In the last section of the book, the authors explore the libertine style and identity in the postmodernist era as characterized by two principle representations: as an unpredictable shape-shifter and as a form of fashion which uses the expressions of extreme sexuality as tropes within collections. The former finds its climax in British singer David Bowie’s ability to constantly reinvent himself thanks to his multiple incarnations, which through androgyny and cross-dressing continue the libertine tendency to question sexual identity. As far as the second principle is concerned, Geczy and Karaminas consider French designer Jean-Paul Gaultier’s staging of transgressive subjectivities on the catwalk one of the most effective examples of postmodern libertine fashion. Indeed, in proposing the mutability of human identity, Gaultier’s fashion becomes a terrain for political statements concerning body, weight, sexuality, and the illusory reality of normalcy. Geczy and Karaminas conclude this genealogy of libertinism challenging the readers and proposing that perhaps today, in an era in which the spectacle of sex is available everywhere and the possibility of change ourselves in more accessible than ever, we are all libertines.

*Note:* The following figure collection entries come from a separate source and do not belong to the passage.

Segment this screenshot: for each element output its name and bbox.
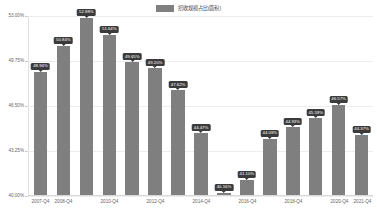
- bar-value-label: 44.09%: [261, 130, 280, 137]
- x-axis-tick-label: 2007-Q4: [29, 198, 52, 210]
- bar[interactable]: 41.10%: [240, 180, 254, 195]
- bar-value-label: 46.57%: [329, 96, 348, 103]
- bar[interactable]: 44.37%: [355, 135, 369, 195]
- bar[interactable]: 40.16%: [217, 193, 231, 195]
- y-axis-tick-label: 40.00%: [8, 193, 24, 199]
- chart-legend: 招收规模占比(面积): [0, 2, 377, 14]
- bar-value-label: 44.47%: [192, 124, 211, 131]
- bar[interactable]: 45.59%: [309, 118, 323, 195]
- bar[interactable]: 47.62%: [171, 90, 185, 195]
- bar-value-label: 51.64%: [100, 26, 119, 33]
- bar-value-label: 52.88%: [77, 9, 96, 16]
- bar-value-label: 47.62%: [169, 81, 188, 88]
- y-axis-tick-mark: [25, 16, 28, 17]
- bar-value-label: 44.93%: [283, 118, 302, 125]
- bar-slot: 44.37%: [350, 16, 373, 195]
- bar-slot: 46.57%: [327, 16, 350, 195]
- bar-slot: 44.47%: [190, 16, 213, 195]
- y-axis-tick-mark: [25, 151, 28, 152]
- x-axis-tick-label-empty: [167, 198, 190, 210]
- x-axis-tick-label: 2010-Q4: [98, 198, 121, 210]
- bar-value-label: 40.16%: [215, 184, 234, 191]
- y-axis-tick-label: 46.50%: [8, 103, 24, 109]
- bar-value-label: 45.59%: [306, 109, 325, 116]
- y-axis-tick-label: 53.00%: [8, 13, 24, 19]
- x-axis-tick-label: 2016-Q4: [236, 198, 259, 210]
- bar-slot: 49.65%: [121, 16, 144, 195]
- x-axis-tick-label: 2012-Q4: [144, 198, 167, 210]
- bar-value-label: 44.37%: [352, 126, 371, 133]
- bar[interactable]: 51.64%: [103, 35, 117, 195]
- y-axis-tick-mark: [25, 61, 28, 62]
- bar-slot: 47.62%: [167, 16, 190, 195]
- x-axis-tick-label: 2008-Q4: [52, 198, 75, 210]
- bar-value-label: 48.94%: [31, 63, 50, 70]
- x-axis-tick-label: 2014-Q4: [190, 198, 213, 210]
- bar[interactable]: 49.20%: [148, 68, 162, 195]
- x-axis-tick-label-empty: [305, 198, 328, 210]
- bar[interactable]: 48.94%: [34, 72, 48, 195]
- bar-value-label: 41.10%: [238, 171, 257, 178]
- bar[interactable]: 44.47%: [194, 133, 208, 195]
- bar-slot: 52.88%: [75, 16, 98, 195]
- bar-slot: 51.64%: [98, 16, 121, 195]
- bar-chart: 招收规模占比(面积) 53.00%49.75%46.50%43.25%40.00…: [0, 0, 377, 219]
- bar-slot: 44.93%: [281, 16, 304, 195]
- bar[interactable]: 50.84%: [57, 46, 71, 195]
- y-axis-tick-label: 43.25%: [8, 148, 24, 154]
- y-axis-tick-mark: [25, 106, 28, 107]
- x-axis-tick-label-empty: [259, 198, 282, 210]
- bar[interactable]: 44.09%: [263, 139, 277, 195]
- x-axis-tick-label-empty: [213, 198, 236, 210]
- bar[interactable]: 44.93%: [286, 127, 300, 195]
- bar-slot: 45.59%: [304, 16, 327, 195]
- bar-slot: 48.94%: [29, 16, 52, 195]
- bar[interactable]: 52.88%: [80, 18, 94, 195]
- bar-slot: 41.10%: [235, 16, 258, 195]
- bar[interactable]: 49.65%: [125, 62, 139, 195]
- plot-area: 53.00%49.75%46.50%43.25%40.00% 48.94%50.…: [28, 16, 373, 196]
- gridline: [28, 196, 373, 197]
- x-axis-tick-label-empty: [75, 198, 98, 210]
- bar-value-label: 49.65%: [123, 53, 142, 60]
- bar-series: 48.94%50.84%52.88%51.64%49.65%49.20%47.6…: [29, 16, 373, 195]
- bar-slot: 40.16%: [213, 16, 236, 195]
- bar-value-label: 50.84%: [54, 37, 73, 44]
- legend-item-label[interactable]: 招收规模占比(面积): [178, 4, 221, 12]
- bar-slot: 44.09%: [258, 16, 281, 195]
- x-axis-labels: 2007-Q42008-Q42010-Q42012-Q42014-Q42016-…: [29, 198, 374, 210]
- x-axis-tick-label: 2020-Q4: [328, 198, 351, 210]
- legend-color-swatch-icon: [156, 5, 174, 12]
- bar[interactable]: 46.57%: [332, 105, 346, 195]
- bar-slot: 49.20%: [144, 16, 167, 195]
- x-axis-tick-label: 2018-Q4: [282, 198, 305, 210]
- bar-value-label: 49.20%: [146, 59, 165, 66]
- y-axis-tick-mark: [25, 196, 28, 197]
- bar-slot: 50.84%: [52, 16, 75, 195]
- x-axis-tick-label: 2021-Q4: [351, 198, 374, 210]
- x-axis-tick-label-empty: [121, 198, 144, 210]
- y-axis-tick-label: 49.75%: [8, 58, 24, 64]
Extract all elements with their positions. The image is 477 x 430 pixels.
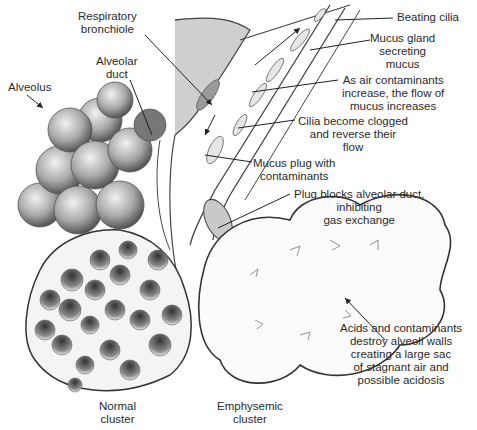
label-plug-blocks: Plug blocks alveolar duct, inhibiting ga… xyxy=(294,188,424,227)
label-cilia-clogged: Cilia become clogged and reverse their f… xyxy=(298,115,408,154)
label-mucus-plug: Mucus plug with contaminants xyxy=(253,157,335,183)
normal-cluster xyxy=(26,230,191,392)
label-respiratory-bronchiole: Respiratory bronchiole xyxy=(78,10,137,36)
label-alveolar-duct: Alveolar duct xyxy=(96,55,138,81)
label-beating-cilia: Beating cilia xyxy=(397,11,459,24)
label-mucus-gland: Mucus gland secreting mucus xyxy=(370,32,435,71)
label-air-contaminants: As air contaminants increase, the flow o… xyxy=(342,74,444,113)
label-acids: Acids and contaminants destroy alveoli w… xyxy=(340,322,462,387)
label-alveolus: Alveolus xyxy=(8,81,51,94)
label-emphysemic-cluster: Emphysemic cluster xyxy=(217,400,283,426)
alveolus-cluster xyxy=(18,82,166,234)
label-normal-cluster: Normal cluster xyxy=(99,400,136,426)
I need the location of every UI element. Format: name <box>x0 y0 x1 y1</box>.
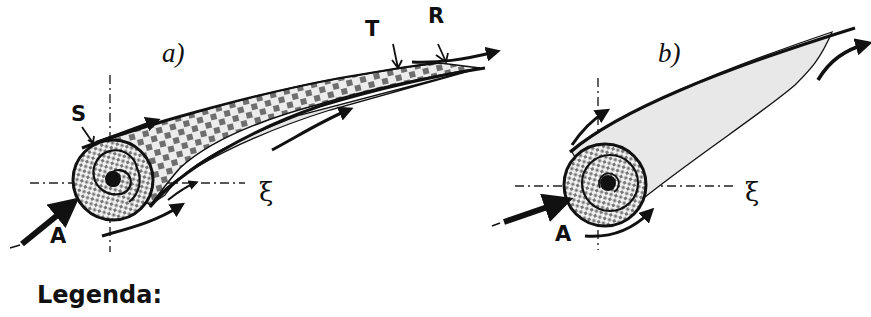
point-s-label: S <box>71 102 86 126</box>
point-a-label-a: A <box>50 224 66 248</box>
point-t-label: T <box>365 17 379 41</box>
pointer-s <box>82 127 94 143</box>
panel-a <box>10 44 495 252</box>
pointer-r <box>436 44 448 62</box>
arrow-r-a <box>412 52 495 62</box>
xi-label-b: ξ <box>745 177 759 207</box>
point-a-label-b: A <box>555 222 571 246</box>
arrow-incoming-b <box>504 202 562 222</box>
pointer-t <box>392 44 402 68</box>
arrow-a-tail-b <box>492 223 500 226</box>
vortex-core-a <box>105 171 121 187</box>
diagram-canvas <box>0 0 871 317</box>
figure: a) S T R A ξ b) A ξ Legenda: <box>0 0 871 317</box>
panel-a-label: a) <box>162 38 185 69</box>
arrow-tip-b <box>818 44 866 80</box>
point-r-label: R <box>428 4 444 28</box>
legend-title: Legenda: <box>37 281 162 309</box>
vortex-core-b <box>600 175 616 191</box>
xi-label-a: ξ <box>259 177 273 207</box>
arrow-a-a <box>10 245 20 248</box>
panel-b-label: b) <box>658 38 681 69</box>
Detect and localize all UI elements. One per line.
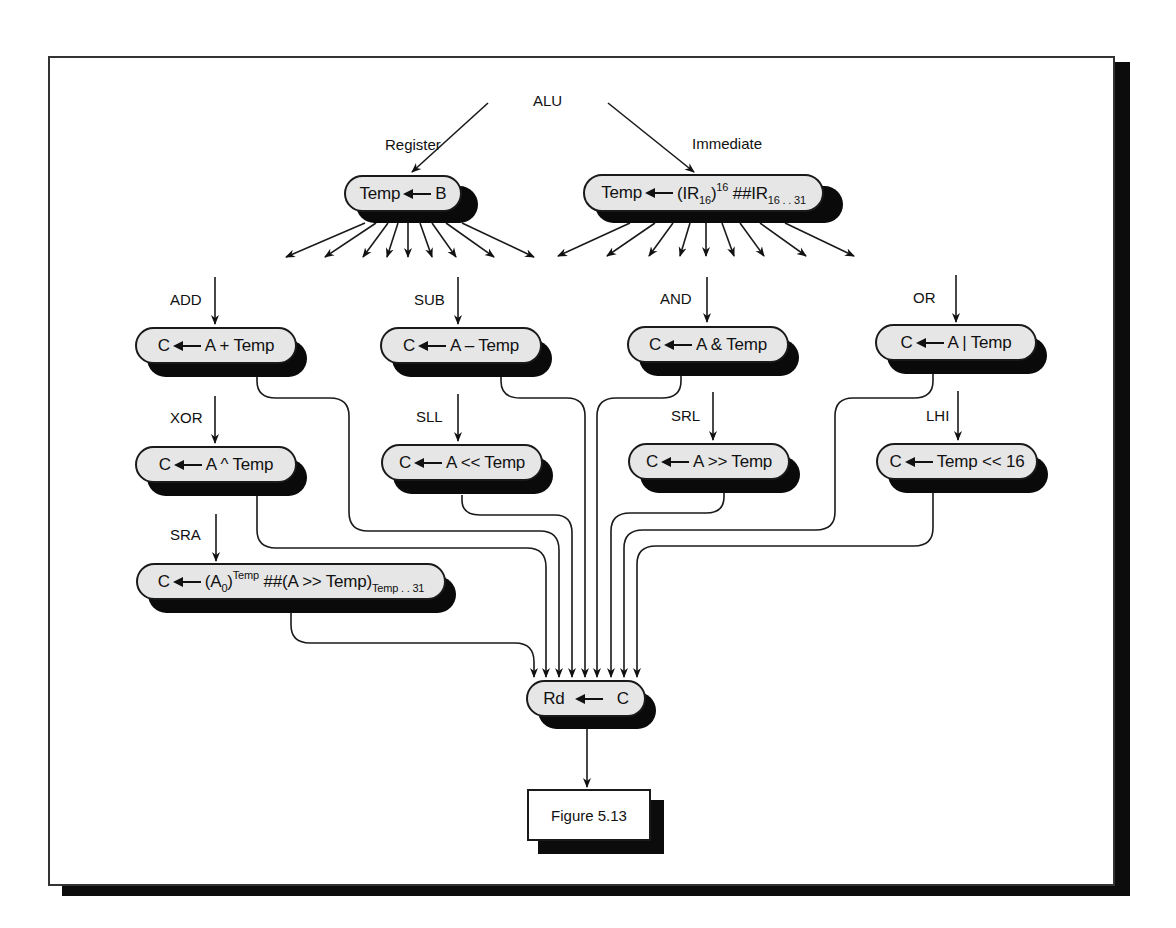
- assign-arrow-icon: [420, 345, 446, 347]
- pill-dest: Temp: [360, 184, 401, 204]
- immediate-branch-label: Immediate: [692, 135, 762, 152]
- pill-dest: C: [649, 335, 661, 355]
- assign-arrow-icon: [176, 464, 202, 466]
- op-label-or: OR: [913, 289, 936, 306]
- immediate-state-pill: Temp (IR16)16 ##IR16 . . 31: [583, 174, 824, 212]
- op-pill-xor: C A ^ Temp: [135, 446, 297, 483]
- assign-arrow-icon: [175, 581, 201, 583]
- pill-dest: C: [403, 336, 415, 356]
- assign-arrow-icon: [907, 461, 933, 463]
- op-label-sra: SRA: [170, 526, 201, 543]
- pill-dest: C: [159, 455, 171, 475]
- pill-expr: A – Temp: [450, 336, 519, 356]
- op-label-and: AND: [660, 290, 692, 307]
- op-pill-sra: C (A0)Temp ##(A >> Temp)Temp . . 31: [136, 563, 446, 600]
- pill-src: C: [617, 689, 629, 709]
- op-label-add: ADD: [170, 291, 202, 308]
- figure-caption: Figure 5.13: [527, 789, 651, 841]
- op-label-srl: SRL: [671, 407, 700, 424]
- pill-dest: Rd: [543, 689, 564, 709]
- pill-expr: (IR16)16 ##IR16 . . 31: [677, 181, 806, 206]
- pill-expr: A | Temp: [948, 333, 1012, 353]
- op-pill-sll: C A << Temp: [381, 444, 543, 481]
- pill-expr: B: [435, 184, 446, 204]
- assign-arrow-icon: [416, 462, 442, 464]
- op-label-sub: SUB: [414, 291, 445, 308]
- pill-dest: Temp: [601, 183, 642, 203]
- op-pill-sub: C A – Temp: [380, 327, 542, 364]
- pill-dest: C: [158, 572, 170, 592]
- pill-dest: C: [646, 452, 658, 472]
- op-pill-lhi: C Temp << 16: [876, 443, 1038, 480]
- pill-dest: C: [158, 336, 170, 356]
- pill-dest: C: [399, 453, 411, 473]
- assign-arrow-icon: [175, 345, 201, 347]
- op-pill-add: C A + Temp: [135, 327, 297, 364]
- pill-dest: C: [890, 452, 902, 472]
- register-branch-label: Register: [385, 136, 441, 153]
- writeback-pill: Rd C: [526, 680, 646, 717]
- pill-dest: C: [900, 333, 912, 353]
- op-pill-srl: C A >> Temp: [628, 443, 790, 480]
- op-pill-or: C A | Temp: [875, 324, 1037, 361]
- assign-arrow-icon: [405, 193, 431, 195]
- op-label-xor: XOR: [170, 409, 203, 426]
- register-state-pill: Temp B: [344, 175, 462, 212]
- pill-expr: A ^ Temp: [206, 455, 274, 475]
- assign-arrow-icon: [577, 698, 603, 700]
- assign-arrow-icon: [663, 461, 689, 463]
- pill-expr: A & Temp: [696, 335, 767, 355]
- assign-arrow-icon: [918, 342, 944, 344]
- pill-expr: (A0)Temp ##(A >> Temp)Temp . . 31: [205, 569, 424, 594]
- op-pill-and: C A & Temp: [627, 326, 789, 363]
- assign-arrow-icon: [666, 344, 692, 346]
- pill-expr: Temp << 16: [937, 452, 1025, 472]
- pill-expr: A >> Temp: [693, 452, 772, 472]
- op-label-sll: SLL: [416, 408, 443, 425]
- op-label-lhi: LHI: [926, 407, 949, 424]
- assign-arrow-icon: [647, 192, 673, 194]
- pill-expr: A + Temp: [205, 336, 274, 356]
- pill-expr: A << Temp: [446, 453, 525, 473]
- alu-label: ALU: [533, 92, 562, 109]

Through a continuous historical and cultural dialogue between the censor and the libertine, normalcy and deviation, Libertine Fashion provides an illuminating reading of the phenomenon of libertinism engaging with the power of fashion and style in materializing and embodying those subversive practices which defy normative and regulatory discourses on identity, gender, and sexuality. To conclude, Geczy and Karaminas’ last work frames an essential and comprehensive reading and a valuable resource for researchers, students and scholars of fashion, cultural studies, gender, and sexuality.

Bibliografia

Geczy, Adam and Vicki Karaminas. Fashion and Masculinities in Popular Culture. New York: Routledge, 2018.

Geczy, Adam and Vicki Karaminas. Critical Fashion Practice: From Vivienne Westwood to Walter Van Beirendonck. London: Bloomsbury, 2017.

Geczy, Adam and Vicki Karaminas. Queer Style. London: Bloomsbury, 2013.